Thika-based Blue Nile Group, one of Kenya’s largest manufacturers of galvanised wire and steel products, has shifted to solar power use in production.
This is part of the firm’s green energy agenda and also to tame rising power bills which run into millions of shillings per month.
The factory will be connected to a 1.5mw grid-tied solar PV plant for self-consumption which is awaiting approval from the Energy and Petroleum Regulatory Authority (EPRA).
This is after solar provider CP Solar Resources applied for a license for electric power generation to the EPRA to feed Blue Nile.
Blue Nile Group, best known for its Kifaru brand steel products, in 2006 split from to form a manufacturing outfit of two comprising the Blue Nile Wire Products Limited and the Blue Nile Rolling Mills Limited which produce wire and steel products respectively.
Blue Nile is currently the biggest producer of hot dipped galvanized wire averaging at least 3,000 tonnes per month.
The firm in June commissioned a new galvanized manufacturing plant in its ten acre Thika property as it responds to market demand.
Ibrahim Kanyingi, a manager at Blue Nile, said that the new galvanizing wire plant is fully powered by solar energy.
“Blue Nile has embraced green energy and thus embarked on usage of solar power in production. We are now the biggest solar power producer in the private sector,” Kanyingi told Weekend Business.
Kanyingi said that on top of solar, Blue Nile also has an LPG line.
For decades, Kenya has been importing the bulk of its galvanized wire which is the raw material used to make barbed wire, chain links, mesh among others.
To shore up Kenya’s capacity and support local manufacturing, the government has since placed a 25 per cent import duty for galvanized wire.
“Entrepreneurs and small scale manufacturers are now able to purchase the galvanized wire in small and big quantities based on their financial muscle,” said Kanyingi.
The local availability of the raw material has also enabled entrepreneurs to import or assemble machines used for making fencing products such as chain links.
Power costs have been a major impediment to the vast majority of local manufacturers and over the last five years commercial and industrial consumers, which number about 3,900 and account for the bulk of power consumed in the country, grew their consumption of electricity by 10 per cent.
Last year, the Government rolled out an energy rebate programme allowing industries to deduct up to 30 per cent of their electricity expenses from their taxable income.
However, industrialists have developed a huge appetite for renewable energy which is cheaper and environmentally friendly by reducing carbon emissions.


Problem statement
Below are records to retype exactly, except for the pictures.

---

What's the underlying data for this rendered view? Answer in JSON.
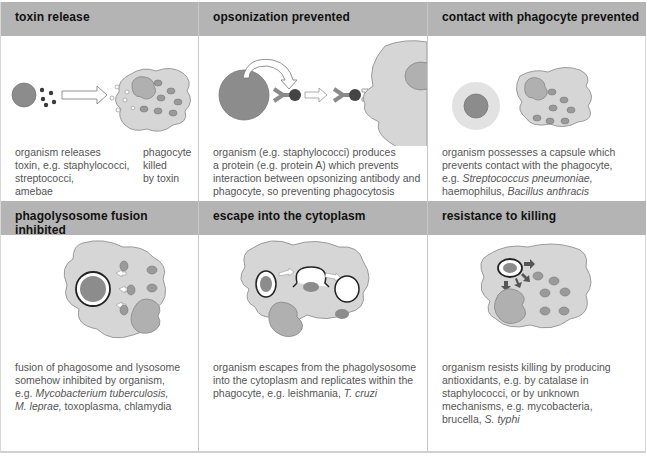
{
  "panels": [
    {
      "id": "toxin-release",
      "title": "toxin release",
      "caption_left": [
        "organism releases",
        "toxin, e.g. staphylococci,",
        "streptococci,",
        "amebae"
      ],
      "caption_right": [
        "phagocyte",
        "killed",
        "by toxin"
      ]
    },
    {
      "id": "opsonization-prevented",
      "title": "opsonization prevented",
      "caption": [
        "organism (e.g. staphylococci) produces",
        "a protein (e.g. protein A) which prevents",
        "interaction between opsonizing antibody and",
        "phagocyte, so preventing phagocytosis"
      ]
    },
    {
      "id": "contact-prevented",
      "title": "contact with phagocyte prevented",
      "caption": [
        "organism possesses a capsule which",
        "prevents contact with the phagocyte,"
      ],
      "caption_italic_line": {
        "prefix": "e.g. ",
        "italic": "Streptococcus pneumoniae,"
      },
      "caption_last": {
        "plain": "haemophilus, ",
        "italic": "Bacillus anthracis"
      }
    },
    {
      "id": "phagolysosome-fusion-inhibited",
      "title": "phagolysosome fusion inhibited",
      "caption": [
        "fusion of phagosome and lysosome",
        "somehow inhibited by organism,"
      ],
      "caption_italic_line": {
        "prefix": "e.g. ",
        "italic": "Mycobacterium tuberculosis,"
      },
      "caption_last": {
        "italic": "M. leprae,",
        "plain": " toxoplasma, chlamydia"
      }
    },
    {
      "id": "escape-into-cytoplasm",
      "title": "escape into the cytoplasm",
      "caption": [
        "organism escapes from the phagolysosome",
        "into the cytoplasm and replicates within the"
      ],
      "caption_last": {
        "plain": "phagocyte, e.g. leishmania, ",
        "italic": "T. cruzi"
      }
    },
    {
      "id": "resistance-to-killing",
      "title": "resistance to killing",
      "caption": [
        "organism resists killing by producing",
        "antioxidants, e.g. by catalase in",
        "staphylococci, or by unknown",
        "mechanisms, e.g. mycobacteria,"
      ],
      "caption_last": {
        "plain": "brucella, ",
        "italic": "S. typhi"
      }
    }
  ],
  "colors": {
    "header_bg": "#b4b4b4",
    "phagocyte_fill": "#d6d6d6",
    "organism_fill": "#8c8c8c",
    "granule_fill": "#9a9a9a",
    "nucleus_fill": "#b0b0b0",
    "toxin_fill": "#3a3a3a"
  }
}
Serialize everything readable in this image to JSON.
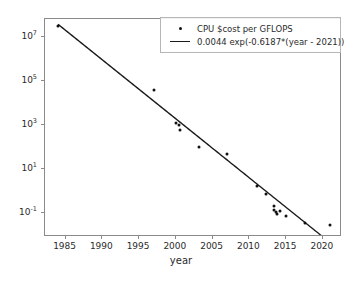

---

Reply
What's the underlying data for this rendered view? Answer in JSON.
{
  "panels": [
    {
      "id": "toxin-release",
      "title": "toxin release",
      "caption_left": [
        "organism releases",
        "toxin, e.g. staphylococci,",
        "streptococci,",
        "amebae"
      ],
      "caption_right": [
        "phagocyte",
        "killed",
        "by toxin"
      ]
    },
    {
      "id": "opsonization-prevented",
      "title": "opsonization prevented",
      "caption": [
        "organism (e.g. staphylococci) produces",
        "a protein (e.g. protein A) which prevents",
        "interaction between opsonizing antibody and",
        "phagocyte, so preventing phagocytosis"
      ]
    },
    {
      "id": "contact-prevented",
      "title": "contact with phagocyte prevented",
      "caption": [
        "organism possesses a capsule which",
        "prevents contact with the phagocyte,"
      ],
      "caption_italic_line": {
        "prefix": "e.g. ",
        "italic": "Streptococcus pneumoniae,"
      },
      "caption_last": {
        "plain": "haemophilus, ",
        "italic": "Bacillus anthracis"
      }
    },
    {
      "id": "phagolysosome-fusion-inhibited",
      "title": "phagolysosome fusion inhibited",
      "caption": [
        "fusion of phagosome and lysosome",
        "somehow inhibited by organism,"
      ],
      "caption_italic_line": {
        "prefix": "e.g. ",
        "italic": "Mycobacterium tuberculosis,"
      },
      "caption_last": {
        "italic": "M. leprae,",
        "plain": " toxoplasma, chlamydia"
      }
    },
    {
      "id": "escape-into-cytoplasm",
      "title": "escape into the cytoplasm",
      "caption": [
        "organism escapes from the phagolysosome",
        "into the cytoplasm and replicates within the"
      ],
      "caption_last": {
        "plain": "phagocyte, e.g. leishmania, ",
        "italic": "T. cruzi"
      }
    },
    {
      "id": "resistance-to-killing",
      "title": "resistance to killing",
      "caption": [
        "organism resists killing by producing",
        "antioxidants, e.g. by catalase in",
        "staphylococci, or by unknown",
        "mechanisms, e.g. mycobacteria,"
      ],
      "caption_last": {
        "plain": "brucella, ",
        "italic": "S. typhi"
      }
    }
  ],
  "colors": {
    "header_bg": "#b4b4b4",
    "phagocyte_fill": "#d6d6d6",
    "organism_fill": "#8c8c8c",
    "granule_fill": "#9a9a9a",
    "nucleus_fill": "#b0b0b0",
    "toxin_fill": "#3a3a3a"
  }
}
Serialize everything readable in this image to JSON.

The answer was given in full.